JULY 2016 FORBES ASIA | 49
IT’S HARD TO BELIEVE, considering
its former status as tech-innovation capi-
tal of the world, that Japan isn’t a leader
in mobile tech. In fact, it’s not just failing
to lead but has fallen completely behind
fellow Asian rivals like South Korea and
China.
Sony is just about the only major
Japanese company with a smartphone
line that’s available worldwide, and
they’ve sold so poorly for so many years
that there are rumors that the company’s
chief executive is considering pulling
Sony out of the smartphone game if losses continue (Sony’s mobile divi-
sion lost $480 million last year).
It’s a surreal state of affairs for a country that brought the world so
much tech innovation in the ’80s and ’90s: the Walkman, countless video-
game innovations, LCD TVs, humanoid robots. But an upstart mobile
company named Freetel is hoping to use that reputation, combined with
wiser business strategies, to put Japanese smartphones on the global map.
The company, which was established in 2012 and began selling its first
batch of smartphones a year later, is the market share leader (30%, or about
3.5 million) in Japan’s low-price, contract-free phone market. Now it’s look-
ing to expand. Recently Freetel hit the North American market with the
release of two smartphones: a new first-generation flagship with a 6-inch
screen named the Kiwami and a budget 4.5-inch handset, the Priori 3.
Freetel is hoping to win over buyers with craftsmanship, design and
attractive pricing. The Kiwami ticks almost all the boxes for a 2016 flag-
ship (6-inch quad HD display, 21-megapixel rear camera, fast fingerprint
scanner, 2GHz octacore processor) for just $399; the low-spec Priori is
selling at just $99.
But why would Freetel enter the already overcrowded Android
market? And is selling phones at such a cheap price a feasible strategy,
especially when the Android price wars have gotten so steep that most
Android manufacturers not named Samsung are losing money per hand-
set sold?
Freetel’s global president, Ian Chapman-Banks, is well aware of these
obstacles. “I know that it’s very, very difficult to make money on [smart-
phone] hardware,” says Chapman-Banks, who started Freetel with part-
ners after more than a decade of leading Dell, Motorola and Microsoft
consumer-tech branches in Asia. ”With Freetel we’re taking a long-term,
big-picture approach. We have a 10-to-15 year strategy.”
Here’s the plan in a nutshell: Forget profiting from hardware; work on
pushing the Freetel brand and getting its phones in people’s hands, then
let software content, app services, mobile data optimization and other
partnerships generate revenue. Freetel has al-
ready begun in Japan with online manga comic
books and graphic novels, prepaid credit cards
and tourist-data SIM cards.
Chapman-Banks concedes that the most of
the sales this year will be for the cheaper Priori
(and not the flagship) because “there’s a market
for budget phones in the U.S.” Not to mention in
emerging, less-developed markets like Southeast
Asia and Latin America: Freetel has launched its
phones in Cambodia, Chile and Peru. Vietnam,
Dubai and Middle East will follow later this year
or early next year.
Though Freetel plays up its Japanese heri-
tage, the phones are manufactured in China. But
Chapman-Banks is keen to point out that the
hardware design and the procurement of parts
are done in Japan; parts are then put together
in a Shenzhen factory where Freetel’s Japanese
engineers oversee production. According to
Chapman-Banks, Freetel is “a year away from
being 100% manufactured in Japan.”
To be able to say the devices are 100% made
in Japan is worth a bump in production costs.
And the Japanese didn’t become a world tech
power in the 20th century without ambition and
big dreams.
FREETEL’S CALL TO ACTION
BEN SIN IS A HONG KONG-BASED CONTRIBUTOR TO FORBES.COM WHO WRITES ABOUT CONSUMER TECH.
THOMAS KUHLENBECK FOR FORBES (TOP)
TECHNOLOGY BEN SIN // GADGETMAN
Finger fun: Freetel’s Kiwami has a 6-inch HD display.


» **Task brief**
Write out exactly the lines from the one with "Inspect for footwear." through the last line of the data below, but not the pictures.
Data START
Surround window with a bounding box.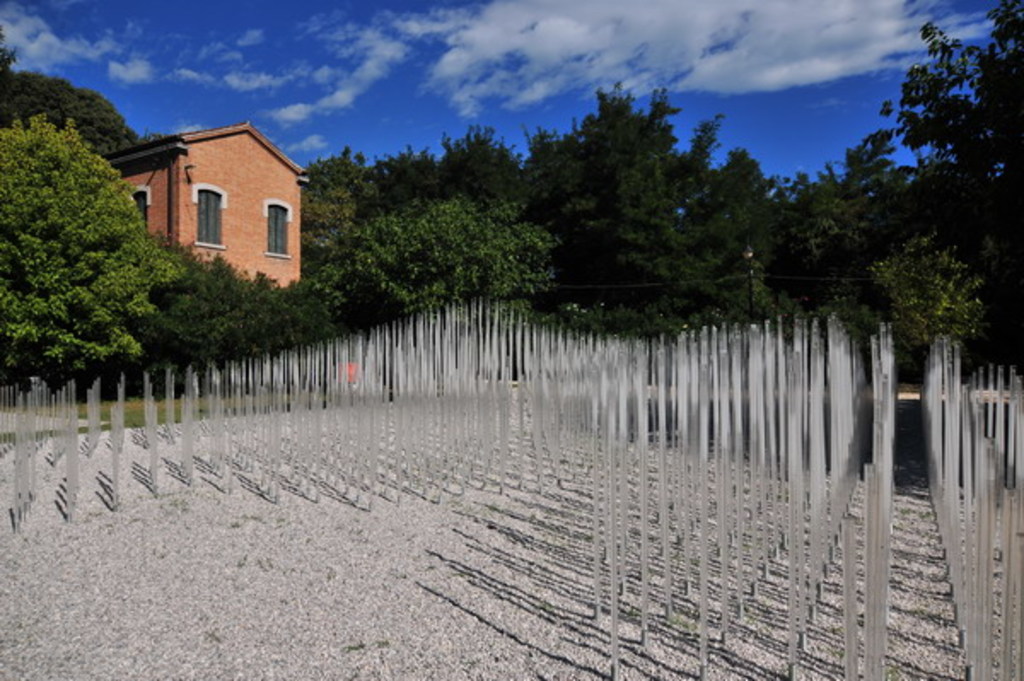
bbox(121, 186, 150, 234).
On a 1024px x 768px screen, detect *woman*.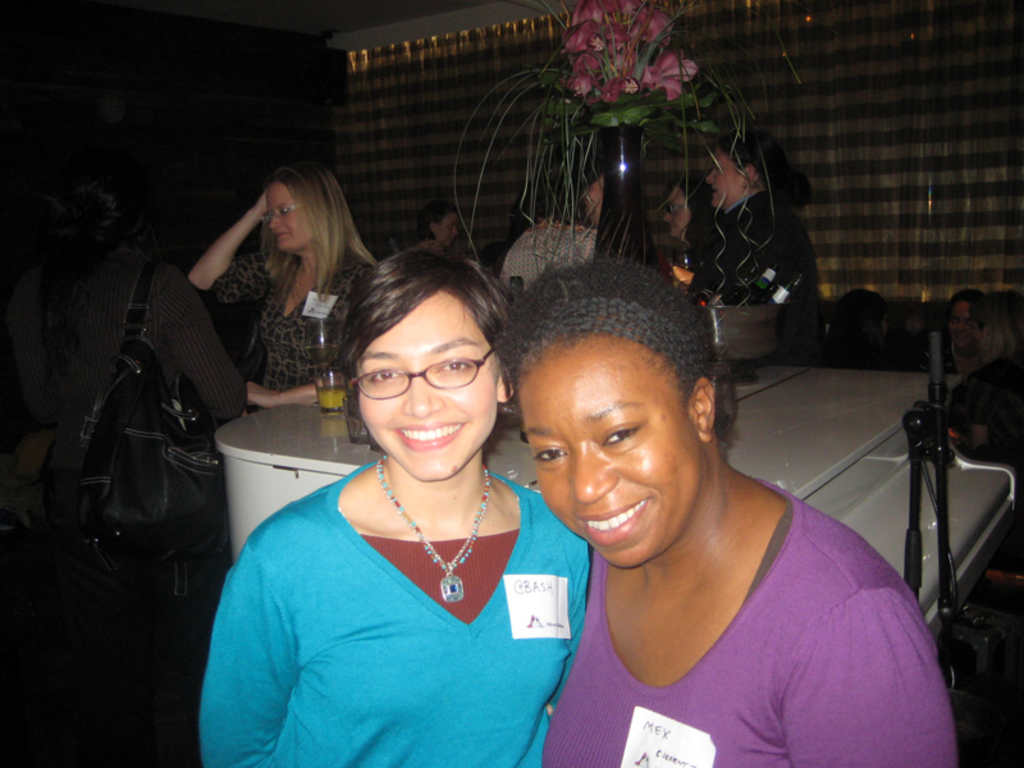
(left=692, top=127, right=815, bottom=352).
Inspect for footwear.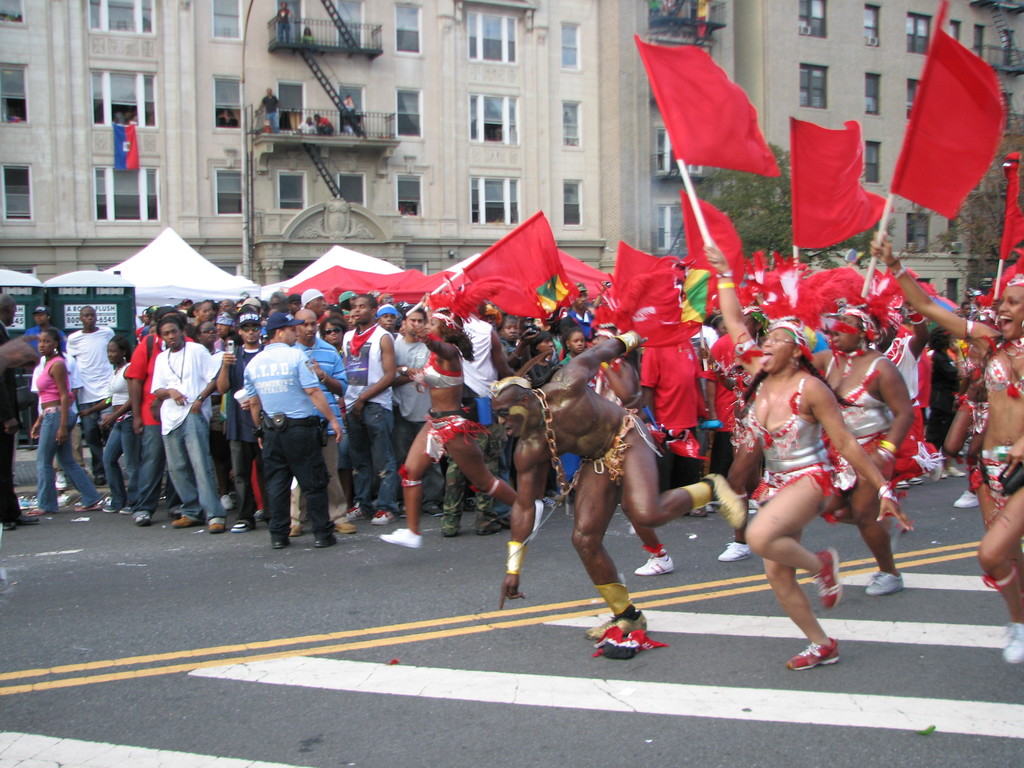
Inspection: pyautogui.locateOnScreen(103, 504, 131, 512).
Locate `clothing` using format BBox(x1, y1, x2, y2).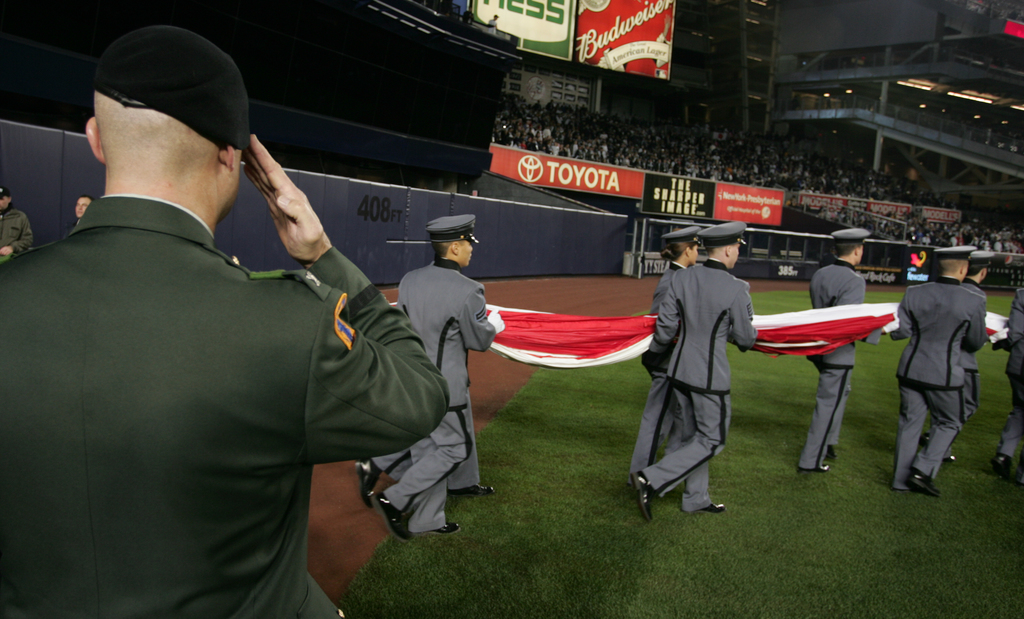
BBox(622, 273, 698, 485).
Data END
» **Output for this task**
Inspect for footwear.
Inspection: pyautogui.locateOnScreen(103, 504, 131, 512).
Locate `clothing` using format BBox(x1, y1, x2, y2).
BBox(622, 273, 698, 485).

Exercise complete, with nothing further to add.